Rhys Blakely Times Online 30 Sep 09;
The outboard motor splutters to a halt and the crew holds its collective breath, all eyes fixed on the concentric ripples extending across the river.
In the milky-grey water of the Ganges near the ancient village of Raja Karna in the northern Indian state of Uttar Pradesh one of the world’s most endangered species may have made a rare appearance.
Another splash and the sighting is confirmed. The cry goes out: “Dolphin!”
Less famous, graceful and numerous than its marine cousins, the Ganges River Dolphin is a shy, almost blind beast with the misfortune to favour a habitat that runs through one of the poorest and most overcrowded regions on the planet.
A dolphin in high spirits may leap, its long thin snout, tubby belly and oversized fins clearing the water. The spectacle is strangely moving but to witness it you have to find one — and that has rarely been more difficult than now.
A century ago the Ganges Dolphin was found across Nepal, India, and Bangladesh, from the river’s run through the Himalayan foothills down to the Bay of Bengal.
By 1982 the dolphin population in India had fallen to between 4,000 and 5,000. Today it is estimated by the World Wildlife Fund to be fewer than 2,000.
Conservationists say that the situation has reached crisis point and that the Ganges Dolphin is on course to suffer the fate of its Chinese cousin, the Yangtze River Dolphin, or Baiji, which became the first aquatic mammal to disappear in half a century when it was declared extinct in 2007.
The Ganges story echoes that of the Yangtze. India’s booming human population, like China’s, is taking too much water from its largest river, radically altering its flow, and pumping too much waste in. The dolphins, which need deep, clean water and often drown in fishing nets, have paid the price.
At Raja Karna, however, the tide might just be turning. In recent years locals have been encouraged to stop fishing and to use home-made organic compost instead of chemical fertilisers and they have been taught how to build small, basic sewage treatment facilities. The results have been striking: since the early 1980s the dolphin population has more than doubled from 20 to about 55 animals.

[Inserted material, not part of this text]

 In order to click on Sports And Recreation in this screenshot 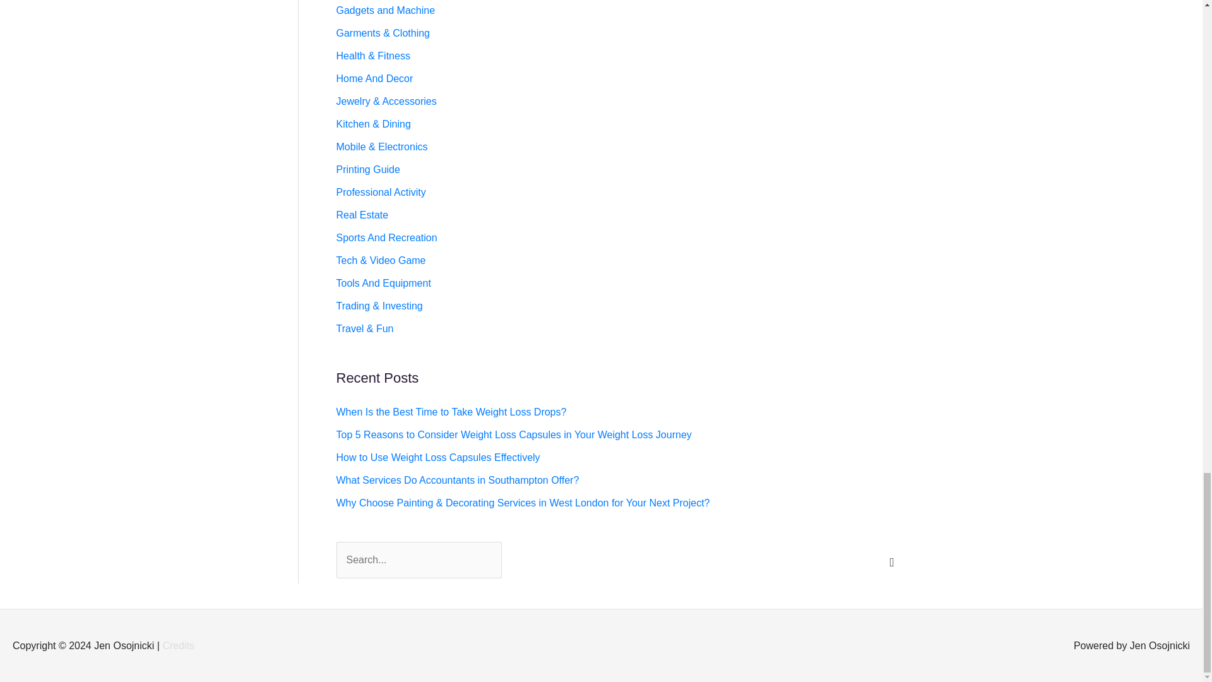, I will do `click(386, 237)`.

Everywhere else along the Ganges the population has fallen.
Sandeep Behera, the World Wildlife Fund official leading the conservation programme, says that the dolphin’s resurgence in this small area bodes well for other flora and fauna, including humans.
“If you see a dolphin you know the water is good enough to drink,” he told The Times, before glugging down half a cupful of the Ganges. “They are the apex species and indicative of the entire ecosystem’s health.” To drink from elsewhere in the Ganges would be foolhardy, bordering on insane.
Downstream, in the holy city of Varanasi, the Ganges contains 60,000 faecal coliform bacteria per 100 millilitres, 120 times the safe bathing — let alone drinking — limit. The reading goes some way to explain why 1,000 children die of diarrhoeal sickness a day in India.
Even upstream from the worst pollution Dr Behera’s message — what is good for dolphins is good for people — resonates strongly with the population of Raja Karna.
Over the past decade half of the village, about 150 houses and 500 acres of valuable cropland have been consumed by the Ganges as the river has changed course.
The process is a natural one but locals believe that it has accelerated after the building of dozens of barrages and dams. It is a practice that has also fragmented the dolphin population, leading to worries of future inbreeding.
Near the Bijnor Barrage, one of several affecting the flow of water to Raja Karna, Jagdish, 80, sits near the river and sells the sandalwood paste needed to make pooja, or offerings to the gods.
“Humans are changing the Ganges,” he said. “Animals suffer but mankind will pay too.”